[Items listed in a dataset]
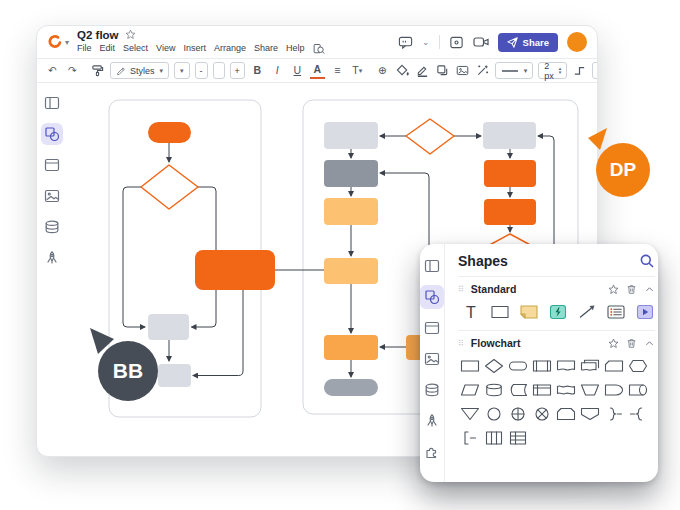  Describe the element at coordinates (266, 49) in the screenshot. I see `menu-item-share: Share` at that location.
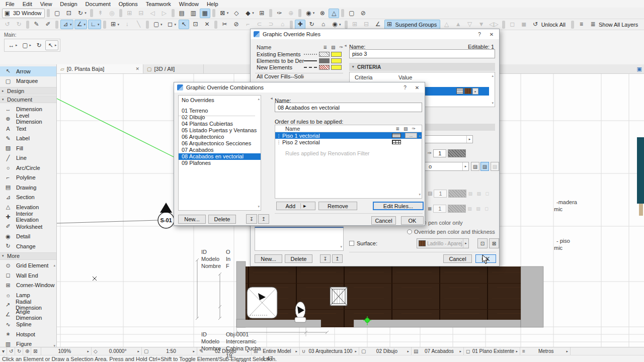 Image resolution: width=644 pixels, height=362 pixels. Describe the element at coordinates (236, 13) in the screenshot. I see `eyedropper-icon: ◇` at that location.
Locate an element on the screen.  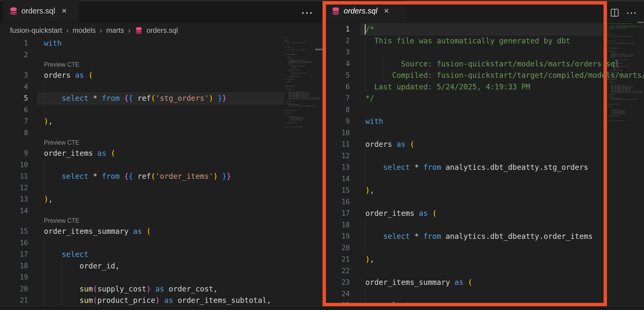
text-cursor is located at coordinates (365, 29).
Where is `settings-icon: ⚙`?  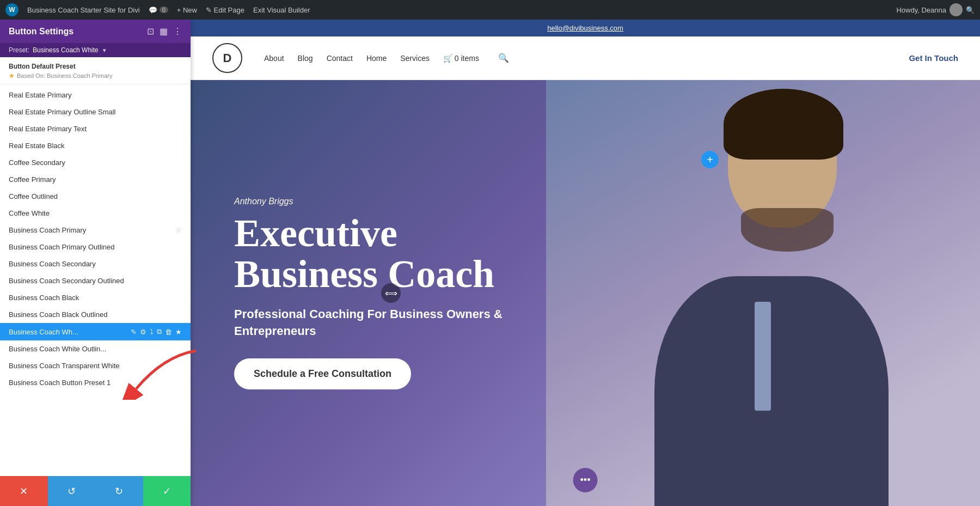 settings-icon: ⚙ is located at coordinates (143, 332).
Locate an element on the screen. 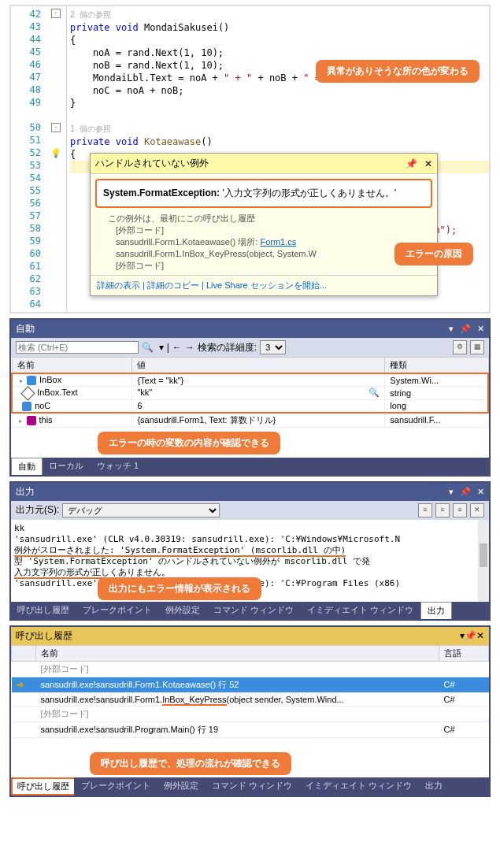 The image size is (500, 868). liveshare-link: Live Share セッションを開始... is located at coordinates (266, 285).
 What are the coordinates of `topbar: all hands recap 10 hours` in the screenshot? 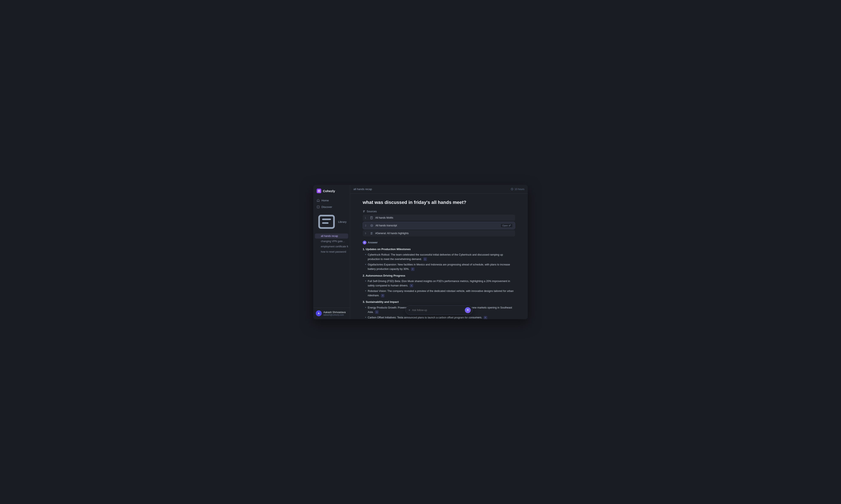 It's located at (439, 189).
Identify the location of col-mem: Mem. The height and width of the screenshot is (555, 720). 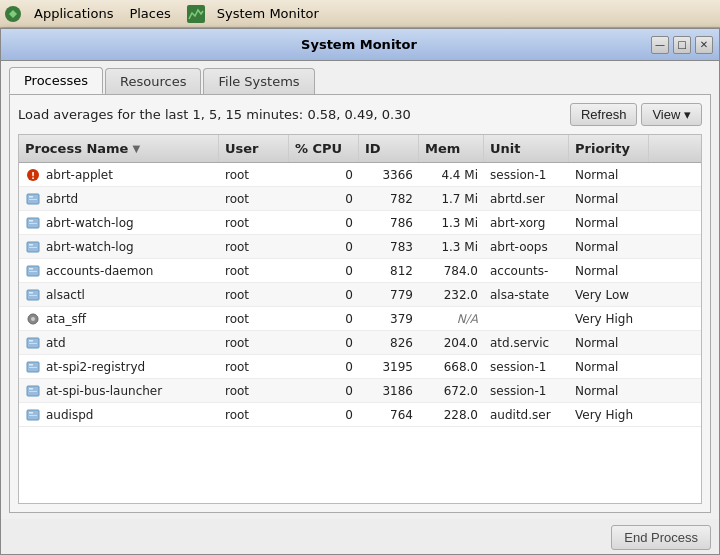
(452, 148).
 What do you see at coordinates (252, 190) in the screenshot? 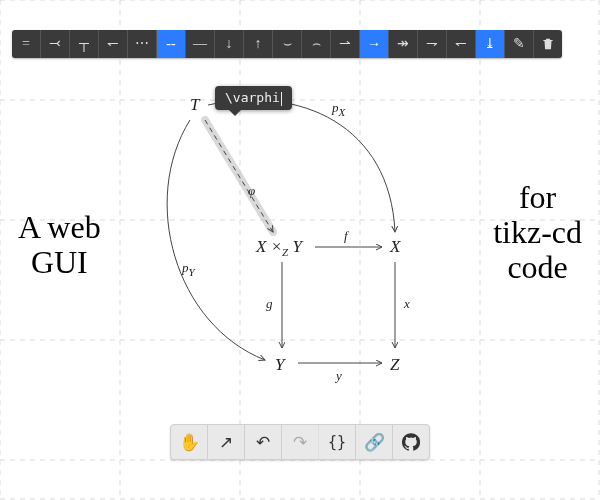
I see `svg-text: φ` at bounding box center [252, 190].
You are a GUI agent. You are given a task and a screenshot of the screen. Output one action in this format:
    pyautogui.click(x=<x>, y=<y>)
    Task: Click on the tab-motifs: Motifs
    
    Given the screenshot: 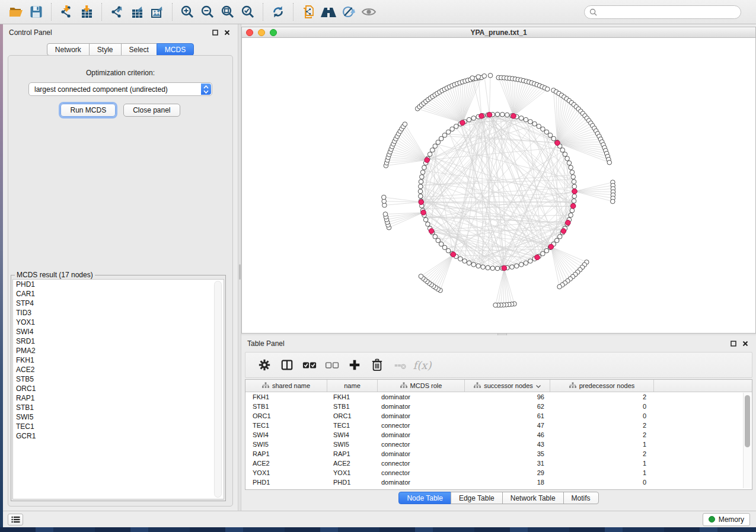 What is the action you would take?
    pyautogui.click(x=581, y=498)
    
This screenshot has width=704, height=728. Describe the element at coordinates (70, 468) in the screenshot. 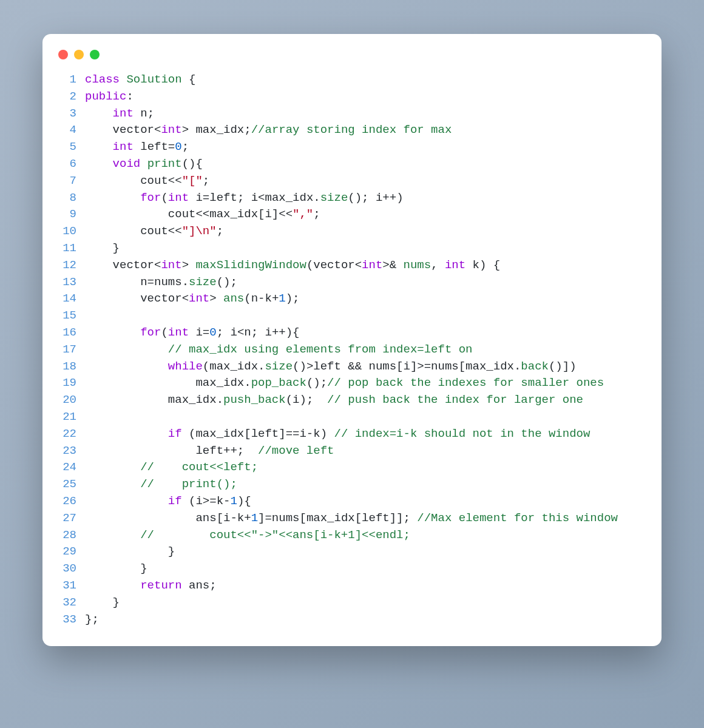

I see `line-number: 24` at that location.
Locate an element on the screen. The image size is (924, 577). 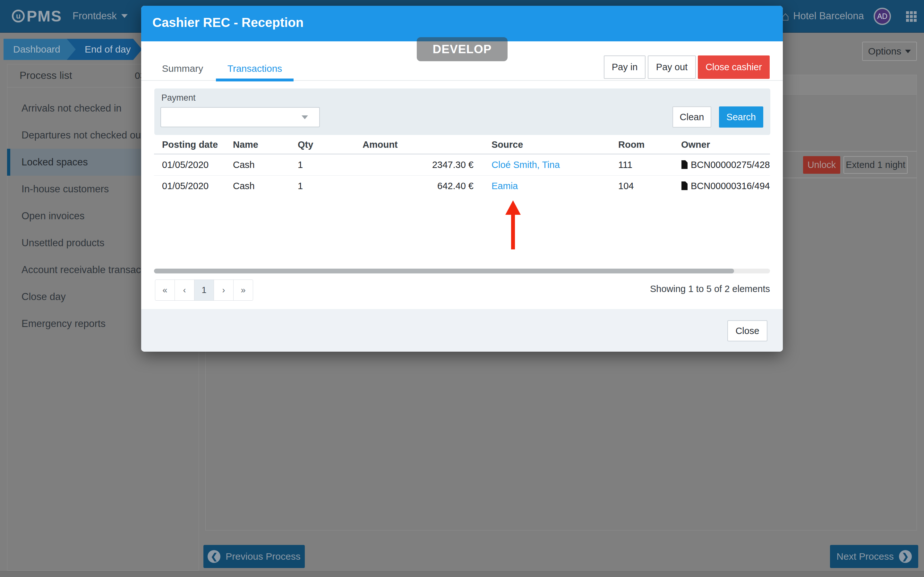
previous-process-label: Previous Process is located at coordinates (263, 556).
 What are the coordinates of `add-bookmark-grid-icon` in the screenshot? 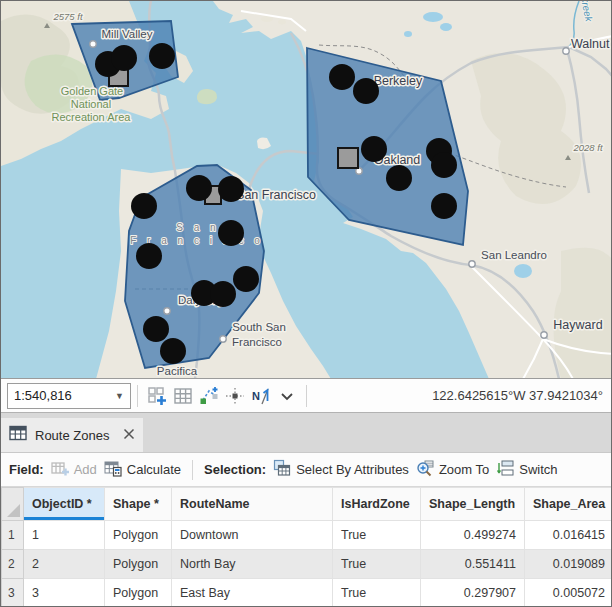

WHAT THE EXERCISE ASKS
To complete this exercise, transcribe exactly the lines above from the one that holds "What do you" through the one that holds "Task: Click on the tab-motifs: Motifs". Pictures stay out.

RESULT FOR THIS EXERCISE
 What do you see at coordinates (252, 190) in the screenshot? 
I see `svg-text: φ` at bounding box center [252, 190].
You are a GUI agent. You are given a task and a screenshot of the screen. Output one action in this format:
    pyautogui.click(x=<x>, y=<y>)
    Task: Click on the tab-motifs: Motifs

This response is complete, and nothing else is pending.